All The World’s A Stage

by Dick Mills | The Spirit Filled Believer

“We have been made a spectacle to the world, both to angels and to men” (1 Cor. 4:9 NKJ).

Paul’s use of the word spectacle in this verse has a special message to all of us. In the original Greek text it is theatron (theh’-at-ron) from which we derive our English words theater and theatrics.

Grammarians define theatron as “a place for public show” or “a general audience-room.” One writer defined it as “the place where a man is exhibited and gazed at.”

In his play. As You Like It, William Shakespeare has one of his characters speak these lines: “All the world’s a stage, and all the men and women merely players: They have their exits and their entrances; and one man in his time plays many parts.”

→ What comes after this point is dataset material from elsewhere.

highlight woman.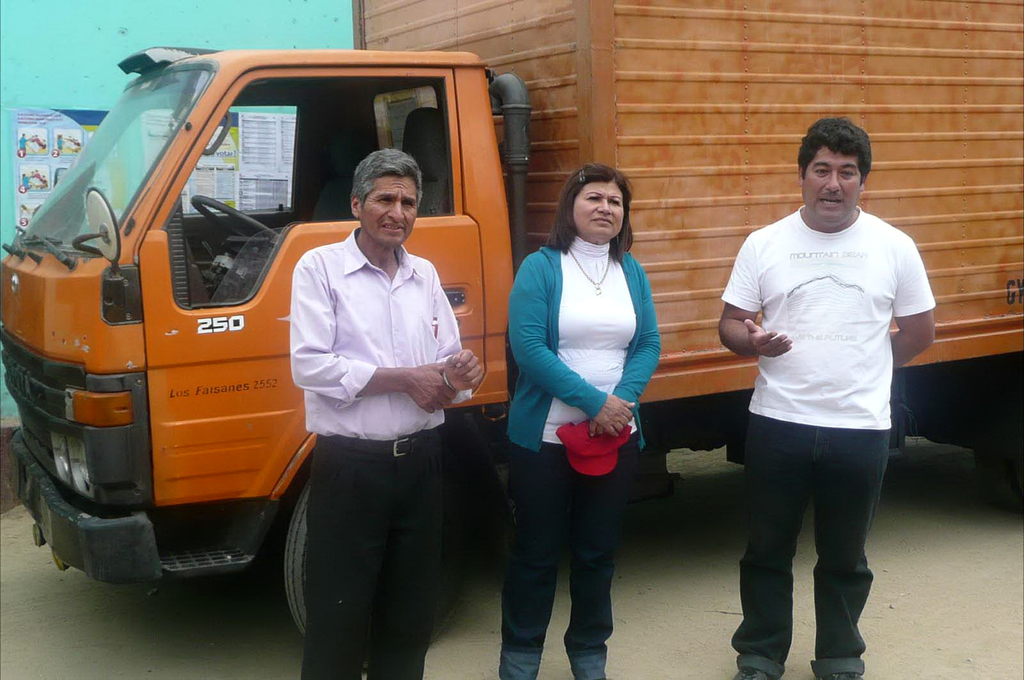
Highlighted region: BBox(505, 141, 673, 671).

Paul states that there are three audiences to this universal drama called life:

1) The angels

2) The unbelieving world, and

3) The Christian Church (Eph. 3:10).

All three groups are watching as we believers play our role. Each audience judges our performance by its own set of criteria.

The ancient dramatists only had two types of plays from which to choose: comedy or tragedy. As Christians, we have a third type: godly fear and holy living. The world may want to categorize our performance as comedic relief or personal tragedy, but the Lord has called us to set an example of normality in an abnormal world.

We are to be sober in an intoxicated society, pure in a world of sin and degradation. We are the theatron, the spectacle, living epistles. Our performance speaks louder than our script. We preach more with our lives than we do with our lips. May our actions speak well of us and our Lord!